Have you ever been rejected by someone? Maybe a friend or family member no longer wanted you to be a part of their life. Or maybe the company that you always wanted to work for didn't hire you. Perhaps some church or other organization that you were part of didn't listen to your input. All of us either have experienced or will experience some type of rejection and the emotional pain associated with it. Sometimes it is just a little disappointment and we get over it within a few hours or days, such as when we don't get our dream job. Sometimes it is devastating, cutting to the core of who we are, and we never fully get over it, such as when a son or daughter rejects everything you've taught them.

 

Earlier this year I went through a period of time where it felt like several very close friends were rejecting me. As I was processing through the emotions associated with that experience I was confronted by the thought that the pain we experience when someone we love rejects us is similar to the pain that we cause God when we reject him. He created us and lovingly gave us a perfect place to live that included everything necessary for life. But we turned our backs on him, rejecting him, starting with Adam and Eve and continuing on with every single person up to this very day. The amazing thing is that instead of simply turning his back on us, God loves us enough to give us the chance to come back to him. In fact he welcomes us back with open arms. Yet many of us never turn to him seeking restoration, instead choosing to reject him to their dying day.

 

However, that chance is only possible because of the one rejection that God experienced whose pain eclipsed that of all our rejections combined. That was the rejection that we commemorate this week on Friday, when God the Father turned his back on his Son, Jesus Christ. Jesus, who is God, enjoyed a close, intimate relationship with God the Father, even during his life here on earth. It was so close, in fact, that Jesus could say, as recorded in John 14, "Anyone who has seen me has seen the Father". The best human example of that kind of relationship is that of siblings, especially twins, or husband and wife, or even best friends, where you know the other person well enough to anticipate what they will say or are thinking in any given situation. Now imagine if in a relationship like that, one person rejects the other person, chooses to turn their back on them. The pain experienced by that person begins to approach what Jesus experienced on that day.

 

We can bear all kinds of physical, and even emotional pain when we have an anchor, someone whom we know cares for us. But when that person is the one who rejects us, it is devastating. That day, when he was crucified by his fellow countrymen, rejected by them, Jesus was also bearing the punishment for our sins. The cross itself, as ugly and brutal as it was, was not the ultimate punishment; it was merely the means which God used to effect the physical death of Jesus. The ultimate punishment that Jesus went through that day was separation from, and rejection by, his Father. The pain of that rejection was so great, that Jesus cried out "My God, My God, why have you forsaken me?" Throughout his arrest and trial, he spoke only a few words, and never anything expressing emotion. Yet when his relationship with his Father was broken and he was bearing the guilt of our sins alone, he was so overcome that he cried out. 

 

The most amazing thing about this whole event is that Jesus did it for us who were rejecting him. He loves each one of us, who rejected him, so much that he subjected himself to this great pain in order that we could return to him and not have to experience the pain of final rejection by God.  If you are currently rejecting God, will you choose to respond to the love that he has shown you and turn to him?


_Task description_
From the records below, state how many lines hold the string "screenshot", without any other text.

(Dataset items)
Start of Block

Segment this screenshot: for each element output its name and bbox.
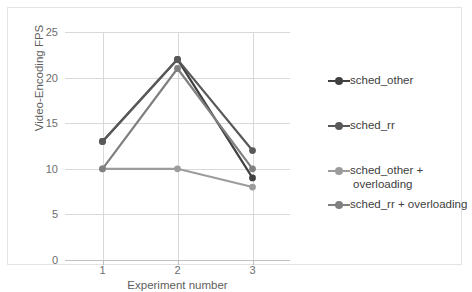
data-point-marker (99, 138, 106, 145)
legend-item-0[interactable]: sched_other (328, 74, 413, 88)
data-point-marker (249, 184, 256, 191)
x-axis-tick-labels: 123 (65, 264, 290, 280)
y-tick-label: 10 (46, 163, 58, 175)
legend-marker-icon (328, 120, 350, 132)
x-tick-label: 2 (174, 264, 180, 276)
legend-item-1[interactable]: sched_rr (328, 119, 395, 133)
y-tick-label: 25 (46, 26, 58, 38)
legend-item-label: sched_other (350, 74, 413, 88)
x-axis-title: Experiment number (65, 279, 290, 291)
legend-marker-icon (328, 165, 350, 177)
y-tick-label: 15 (46, 117, 58, 129)
data-point-marker (249, 175, 256, 182)
chart-screenshot: 0510152025 Video-Encoding FPS 123 Experi… (0, 0, 472, 292)
data-point-marker (99, 165, 106, 172)
legend-item-2[interactable]: sched_other +overloading (328, 164, 423, 191)
data-point-marker (174, 56, 181, 63)
plot-area (65, 32, 290, 260)
series-line-0 (103, 59, 253, 178)
legend-item-3[interactable]: sched_rr + overloading (328, 198, 467, 212)
legend-item-label: sched_rr (350, 119, 395, 133)
data-point-marker (249, 147, 256, 154)
data-point-marker (174, 65, 181, 72)
data-point-marker (174, 165, 181, 172)
legend-marker-icon (328, 199, 350, 211)
y-axis-title: Video-Encoding FPS (33, 3, 45, 153)
y-tick-label: 5 (52, 208, 58, 220)
series-line-3 (103, 68, 253, 168)
series-lines (65, 32, 290, 260)
x-tick-label: 1 (99, 264, 105, 276)
legend-marker-icon (328, 75, 350, 87)
y-tick-label: 0 (52, 254, 58, 266)
chart-frame: 0510152025 Video-Encoding FPS 123 Experi… (7, 7, 462, 265)
x-tick-label: 3 (249, 264, 255, 276)
y-tick-label: 20 (46, 72, 58, 84)
legend-item-label: sched_rr + overloading (350, 198, 467, 212)
legend-item-label: sched_other +overloading (350, 164, 423, 191)
data-point-marker (249, 165, 256, 172)
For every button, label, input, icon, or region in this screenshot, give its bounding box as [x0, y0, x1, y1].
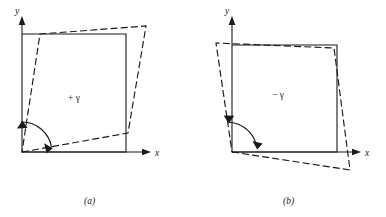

End of Block

_Written reply_
3